CHANDIGARH: As strange as it may sound, the island nation of Madagascar, located off Africa’s southeast coast, is drawing farmer-entrepreneurs in large numbers from India’s breadbasket, Punjab and Haryana.

No. They aren’t the rich ones buying up luxury villas in exotic locales. They are the aspiring ones who expect to hit pay dirt as authorities in the former French colony lease out land for 50 or more years at prices as low as $15 (nearly `690) per acre a year for skilled farmers from abroad. Over the past few years, these new migrants from the cradle of India’s first Green Revolution have grown maize, pulses and peanuts, and are looking to try new crop varieties there.

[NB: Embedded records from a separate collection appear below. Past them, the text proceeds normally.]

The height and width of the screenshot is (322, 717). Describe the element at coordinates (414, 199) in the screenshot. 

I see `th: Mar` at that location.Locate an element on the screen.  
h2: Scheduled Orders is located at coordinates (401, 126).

While Madagascar, which opened up its economy recently, is hard-selling itself to attract overseas funds and skills across sectors with sops, entrepreneurs such as Gurcharan Singh, 57, from Zirakpur in Punjab see themselves as huge beneficiaries of this give-and-take measure. “For me it is like a dream come true,” says the former army officer.

Two years ago, he leased 500 acres at Diego-Suarez, 300 km from Madagascar’s capital city, Antananarivo. “I will be paying $15 per acre a year for the next 50 years. In India , I could never imagine having so much land for that price,” says Singh, who has sown maize and peanuts in his farm. The rent for cultivable land in Punjab ranges between $400 and $1,000 per acre a year.

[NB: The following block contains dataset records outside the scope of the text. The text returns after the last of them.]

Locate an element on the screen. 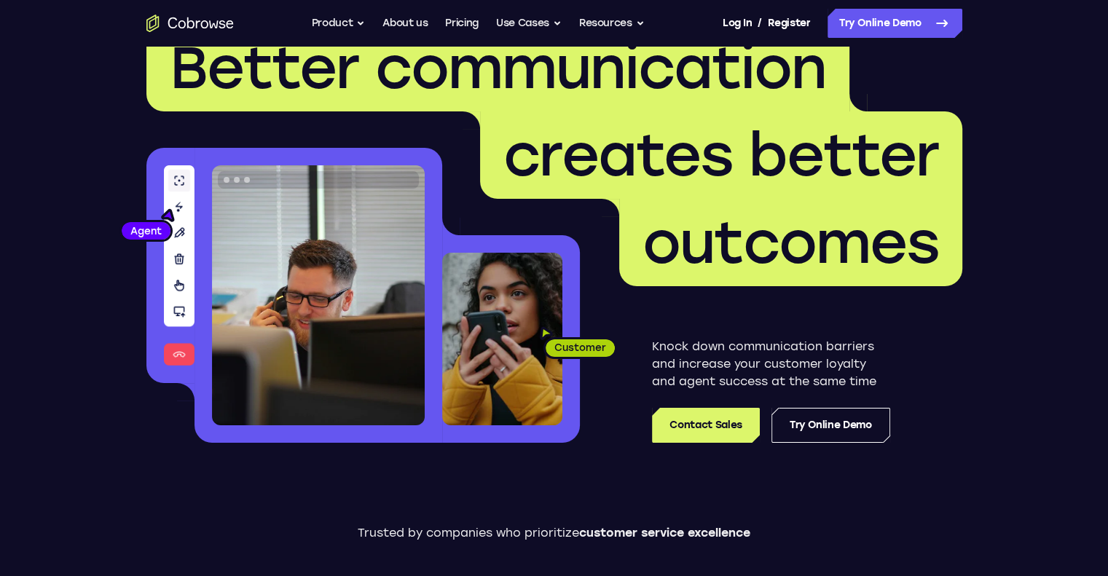 Image resolution: width=1108 pixels, height=576 pixels. button: Resources is located at coordinates (612, 23).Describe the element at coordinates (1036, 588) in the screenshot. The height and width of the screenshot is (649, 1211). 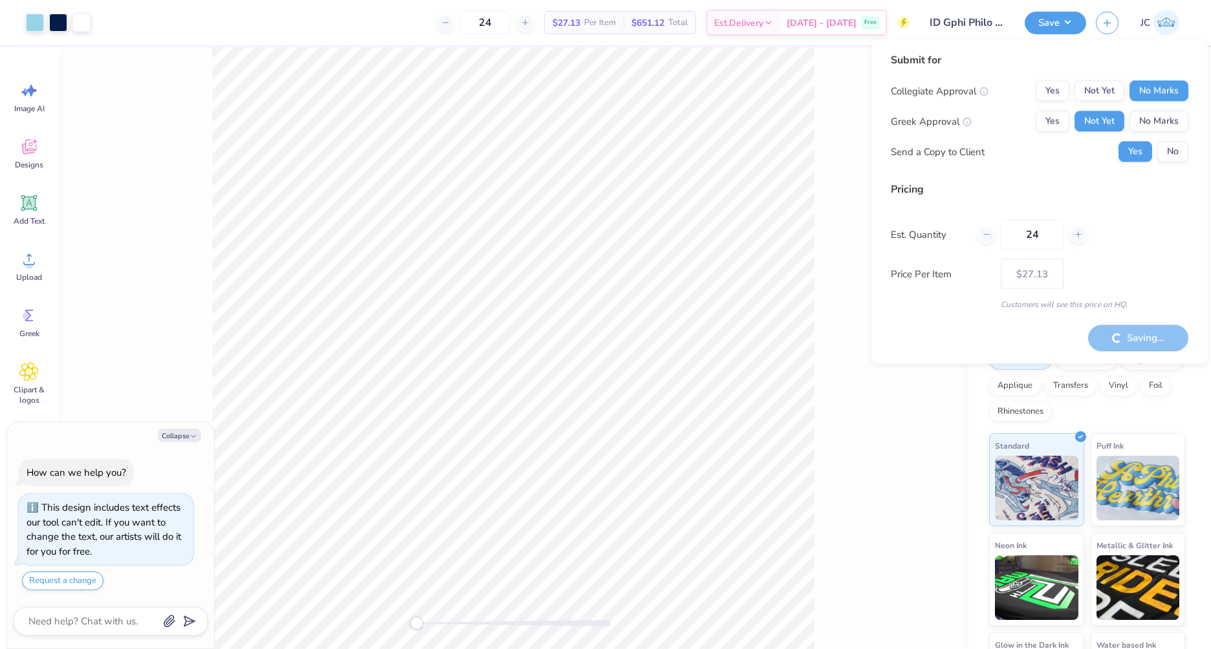
I see `img: Neon Ink` at that location.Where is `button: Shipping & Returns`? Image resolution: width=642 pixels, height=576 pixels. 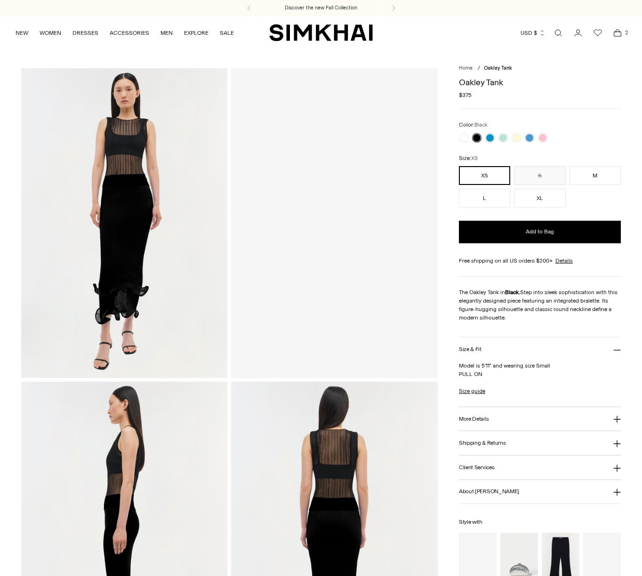
button: Shipping & Returns is located at coordinates (540, 443).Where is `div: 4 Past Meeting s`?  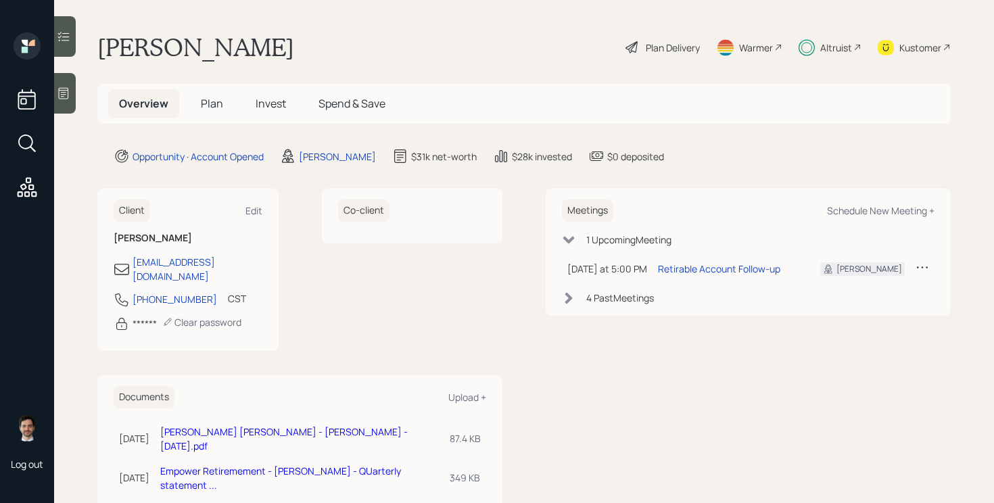
div: 4 Past Meeting s is located at coordinates (620, 298).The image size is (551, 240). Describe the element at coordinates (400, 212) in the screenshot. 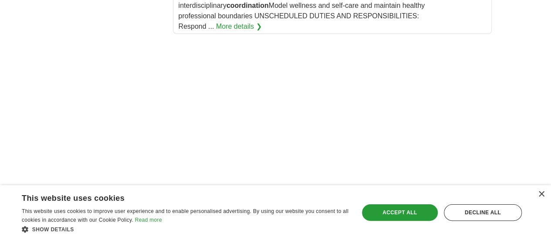

I see `div: Accept all` at that location.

Like Gurcharan Singh, 61-year-old Ajit Singh Mondair from Hoshiarpur also became enamoured of Madagascar on a tour he made a few years ago to survey farm lands.

Mondair, who had just retired from the Indian Air Force then, immediately leased 500 acres. “I was in Madagascar for 15 days and found the country quite peaceful. Then I purchased land some 300 km away from the capital city. This country has some of the best beaches. I believe the deal was good. I have sown maize here,” says Mondair.

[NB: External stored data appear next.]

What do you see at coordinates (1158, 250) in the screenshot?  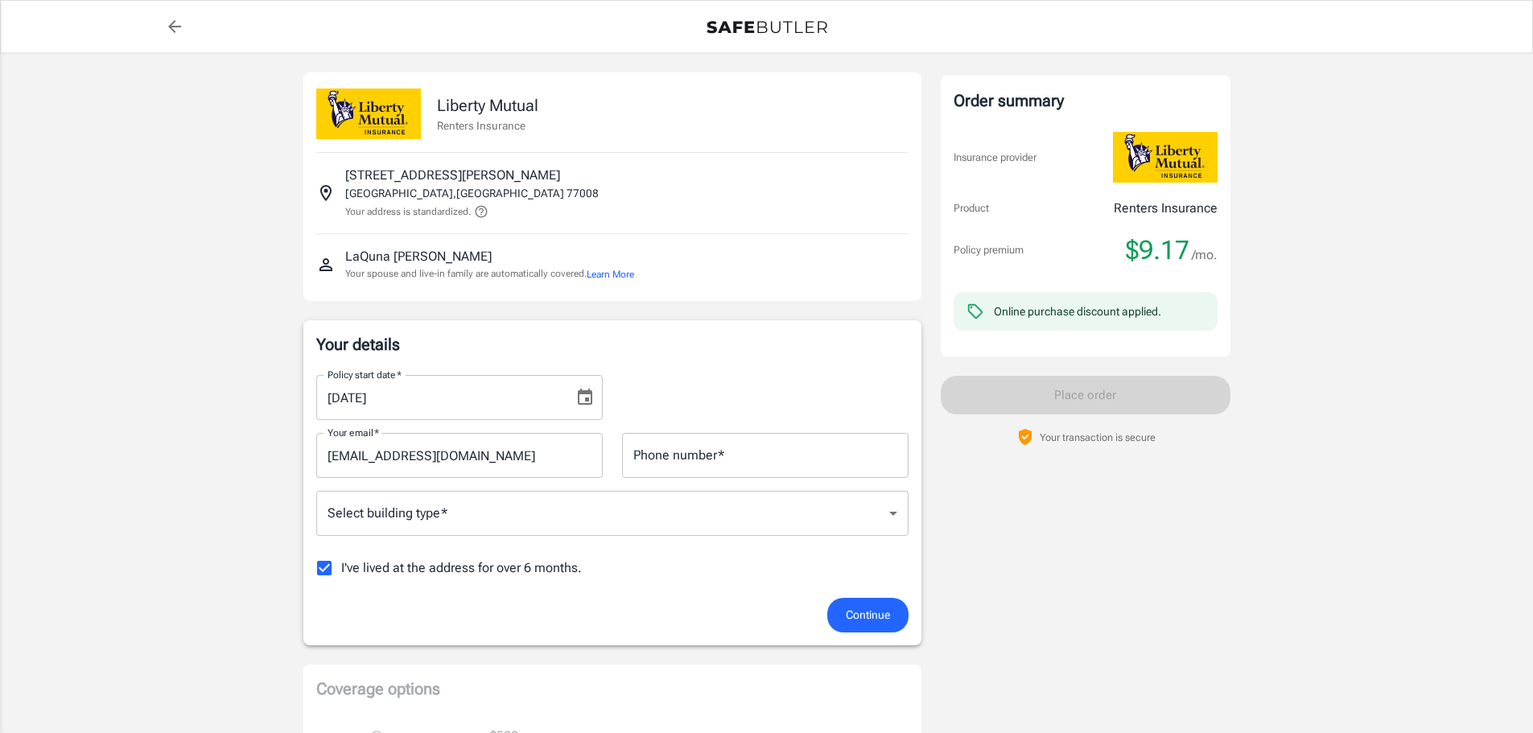 I see `span: $9.17` at bounding box center [1158, 250]. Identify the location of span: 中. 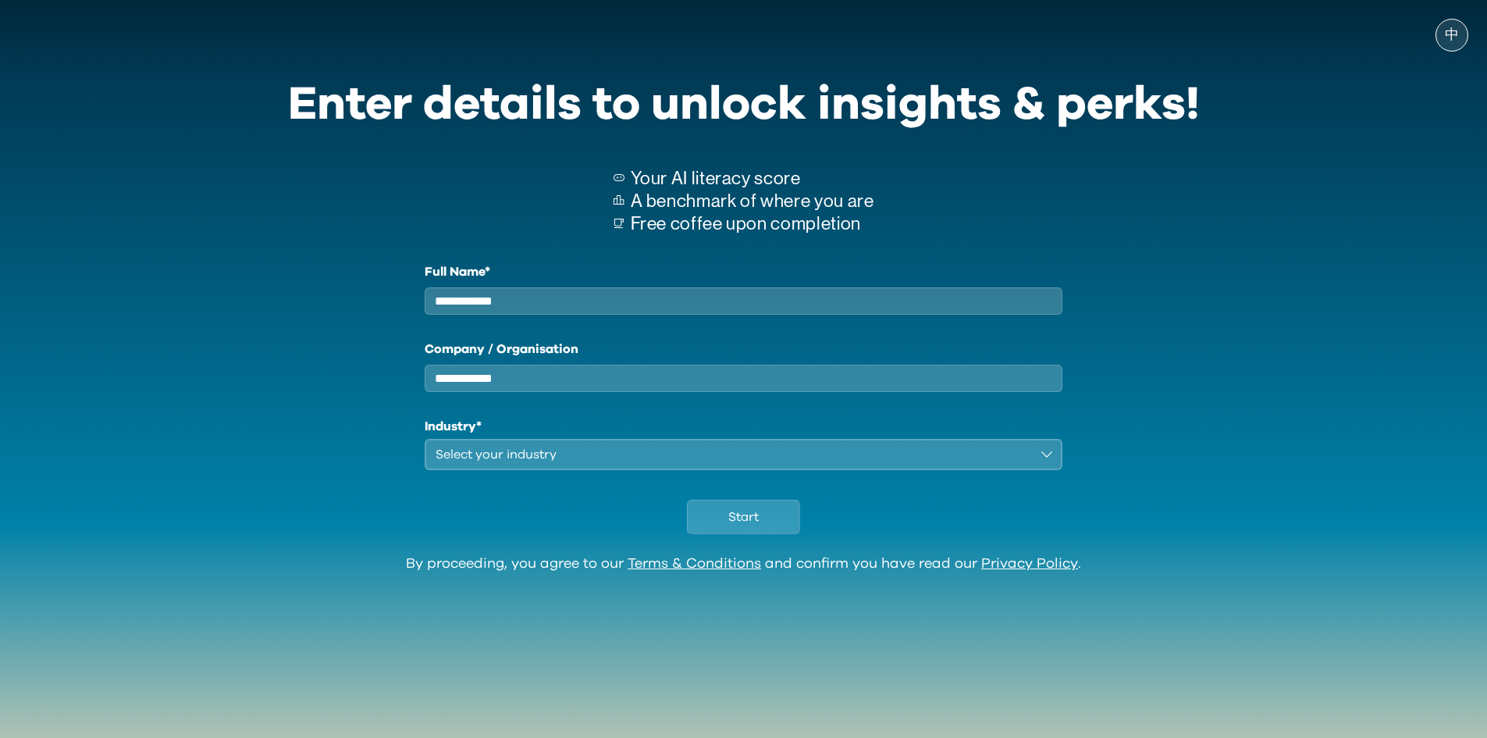
(1452, 35).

You could hear similar love-at-first-sight stories, primarily thanks to the lollies doled out by President Andry Rajoelina’s government, from farmer-entrepreneurs such as Phool Singh Saini from Derabassi, Harman Singh Dhaliwal from Ludhiana and Surjit Singh from Fatehabad, who are all long-term tenants of large chunks of land in Madagascar. Agriculture accounts for 30% of the GDP and employs about 75% of the work force in Madagascar.